I ran into a problem that the option of binding a service to jlink binds many, many modules, none of them seem necessary. These modules are not connected if the service binding option is omitted.
Questions:
- Q1: Do you see the same behavior in your environment?
- Q2: Is this a mistake or a desired behavior?
- Q3: Why are all these modules connected?

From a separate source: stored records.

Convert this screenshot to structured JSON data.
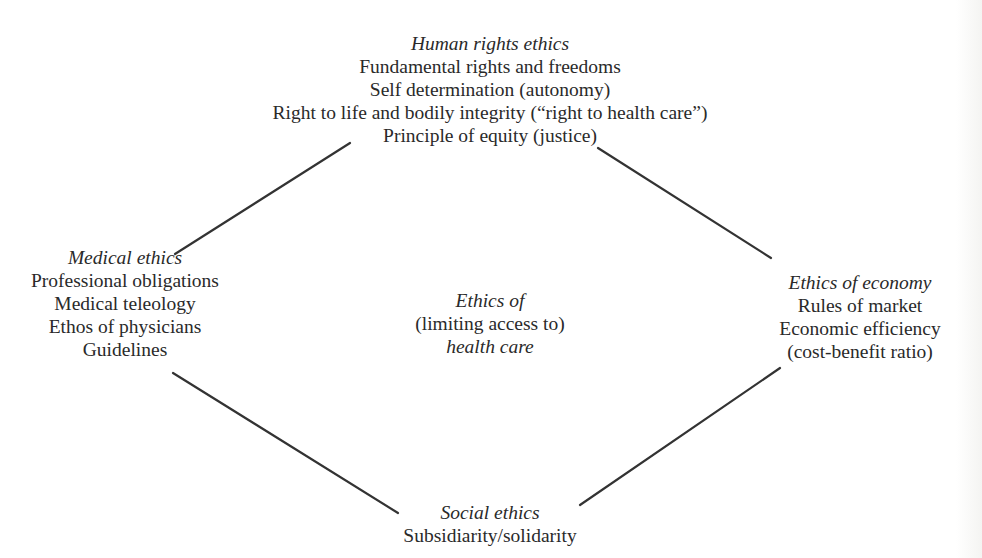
{
  "diagram": {
    "type": "diamond-concept-map",
    "center": {
      "lines": [
        {
          "text": "Ethics of",
          "italic": true
        },
        {
          "text": "(limiting access to)",
          "italic": false
        },
        {
          "text": "health care",
          "italic": true
        }
      ]
    },
    "top": {
      "title": "Human rights ethics",
      "items": [
        "Fundamental rights and freedoms",
        "Self determination (autonomy)",
        "Right to life and bodily integrity (“right to health care”)",
        "Principle of equity (justice)"
      ]
    },
    "left": {
      "title": "Medical ethics",
      "items": [
        "Professional obligations",
        "Medical teleology",
        "Ethos of physicians",
        "Guidelines"
      ]
    },
    "right": {
      "title": "Ethics of economy",
      "items": [
        "Rules of market",
        "Economic efficiency",
        "(cost-benefit ratio)"
      ]
    },
    "bottom": {
      "title": "Social ethics",
      "items": [
        "Subsidiarity/solidarity"
      ]
    },
    "connectors": [
      {
        "from": "left",
        "to": "top",
        "x1": 175,
        "y1": 254,
        "x2": 350,
        "y2": 143
      },
      {
        "from": "top",
        "to": "right",
        "x1": 598,
        "y1": 148,
        "x2": 771,
        "y2": 258
      },
      {
        "from": "left",
        "to": "bottom",
        "x1": 173,
        "y1": 373,
        "x2": 398,
        "y2": 513
      },
      {
        "from": "bottom",
        "to": "right",
        "x1": 580,
        "y1": 505,
        "x2": 780,
        "y2": 368
      }
    ],
    "colors": {
      "text": "#2a2a2a",
      "line": "#333333",
      "background": "#ffffff"
    }
  }
}
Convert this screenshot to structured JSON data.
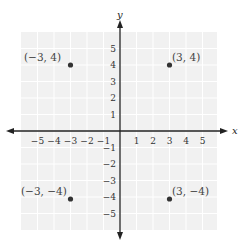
{
  "diagram": {
    "type": "coordinate-plane",
    "colors": {
      "background": "#ffffff",
      "grid_fill": "#f1f1f1",
      "grid_line": "#ffffff",
      "axis": "#222222",
      "point": "#333333",
      "label": "#444444"
    },
    "axes": {
      "x_label": "x",
      "y_label": "y",
      "x_ticks": [
        "-5",
        "-4",
        "-3",
        "-2",
        "-1",
        "1",
        "2",
        "3",
        "4",
        "5"
      ],
      "y_ticks": [
        "5",
        "4",
        "3",
        "2",
        "1",
        "-1",
        "-2",
        "-3",
        "-4",
        "-5"
      ],
      "x_range": [
        -6,
        6
      ],
      "y_range": [
        -6,
        6
      ]
    },
    "points": [
      {
        "x": -3,
        "y": 4,
        "label": "(−3, 4)"
      },
      {
        "x": 3,
        "y": 4,
        "label": "(3, 4)"
      },
      {
        "x": -3,
        "y": -4,
        "label": "(−3, −4)"
      },
      {
        "x": 3,
        "y": -4,
        "label": "(3, −4)"
      }
    ]
  }
}
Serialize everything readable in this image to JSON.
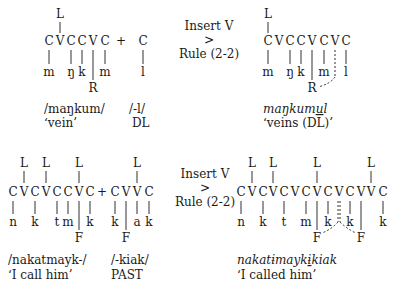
{
  "rule_label": {
    "line1": "Insert V",
    "line2": ">",
    "line3": "Rule (2-2)"
  },
  "examples": [
    {
      "input": {
        "stem_skeleton": [
          "C",
          "V",
          "C",
          "C",
          "V",
          "C"
        ],
        "stem_segments": [
          "m",
          "ŋ",
          "k",
          "m"
        ],
        "stem_tone": "L",
        "stem_root_node": "R",
        "plus": "+",
        "suffix_skeleton": [
          "C"
        ],
        "suffix_segments": [
          "l"
        ],
        "stem_form": "/maŋkum/",
        "stem_gloss": "‘vein’",
        "suffix_form": "/-l/",
        "suffix_gloss": "DL"
      },
      "output": {
        "skeleton": [
          "C",
          "V",
          "C",
          "C",
          "V",
          "C",
          "V",
          "C"
        ],
        "segments": [
          "m",
          "ŋ",
          "k",
          "m",
          "l"
        ],
        "tone": "L",
        "root_node": "R",
        "form_before_inserted": "maŋkum",
        "inserted_vowel": "u",
        "form_after_inserted": "l",
        "gloss": "‘veins (DL)’"
      }
    },
    {
      "input": {
        "stem_skeleton": [
          "C",
          "V",
          "C",
          "V",
          "C",
          "C",
          "V",
          "C"
        ],
        "stem_segments": [
          "n",
          "k",
          "t",
          "m",
          "k"
        ],
        "stem_tones": [
          "L",
          "L",
          "L"
        ],
        "stem_root_node": "F",
        "plus": "+",
        "suffix_skeleton": [
          "C",
          "V",
          "V",
          "C"
        ],
        "suffix_segments": [
          "k",
          "a",
          "k"
        ],
        "suffix_tones": [
          "L"
        ],
        "suffix_root_node": "F",
        "stem_form": "/nakatmayk-/",
        "stem_gloss": "‘I call him’",
        "suffix_form": "/-kiak/",
        "suffix_gloss": "PAST"
      },
      "output": {
        "skeleton": [
          "C",
          "V",
          "C",
          "V",
          "C",
          "V",
          "C",
          "V",
          "C",
          "V",
          "C",
          "V",
          "V",
          "C"
        ],
        "segments": [
          "n",
          "k",
          "t",
          "m",
          "k",
          "k",
          "k"
        ],
        "tones": [
          "L",
          "L",
          "L",
          "L"
        ],
        "root_nodes": [
          "F",
          "F"
        ],
        "form_before_inserted": "nakatɨmayk",
        "inserted_vowel": "ɨ",
        "form_after_inserted": "kiak",
        "gloss": "‘I called him’"
      }
    }
  ]
}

My application: the application is a simple service consisting of an interface, a provider and a consumer, each of which is packaged in a separate module called modService, modProvider, modConsumer (see below for more details).
OS: Windows 10
Jlink without --bind-services gives the expected result:
jlink --module-path "mods;%JAVA_HOME%\jmods" --add-modules modConsumer --output myRuntime java --list-modules java.base@9 modConsumer modService
When the --bind-services option is applied, I expect the modProvider module to be connected. However, see what happens (three custom modules are at the end):
jlink --module-path "mods;%JAVA_HOME%\jmods" --bind-services --add-modules modConsumer --output myRuntime java --list-modules java.base@9 java.compiler@9 java.datatransfer@9 java.desktop@9 java.logging@9 java.management@9 java.management.rmi@9 java.naming@9 java.prefs@9 java.rmi@9 java.scripting@9 java.security.jgss@9 java.security.sasl@9 java.smartcardio@9 java.xml@9 java.xml.crypto@9 jdk.accessibility@9 jdk.charsets@9 jdk.compiler@9 jdk.crypto.cryptoki@9 jdk.crypto.ec@9 jdk.crypto.mscapi@9 jdk.deploy@9 jdk.dynalink@9 jdk.internal.opt@9 jdk.jartool@9 jdk.javadoc@9 jdk.jdeps@9 jdk.jfr@9 jdk.jlink@9 jdk.localedata@9 jdk.management@9 jdk.management.cmm@9 jdk.management.jfr@9 jdk.naming.dns@9 jdk.naming.rmi@9 jdk.scripting.nashorn@9 jdk.security.auth@9 jdk.security.jgss@9 jdk.unsupported@9 jdk.zipfs@9 modConsumer modProvider modService
I donβt know why all of these modules are connected, because the provider simply returns a string, so no jdk module other than java.base is needed.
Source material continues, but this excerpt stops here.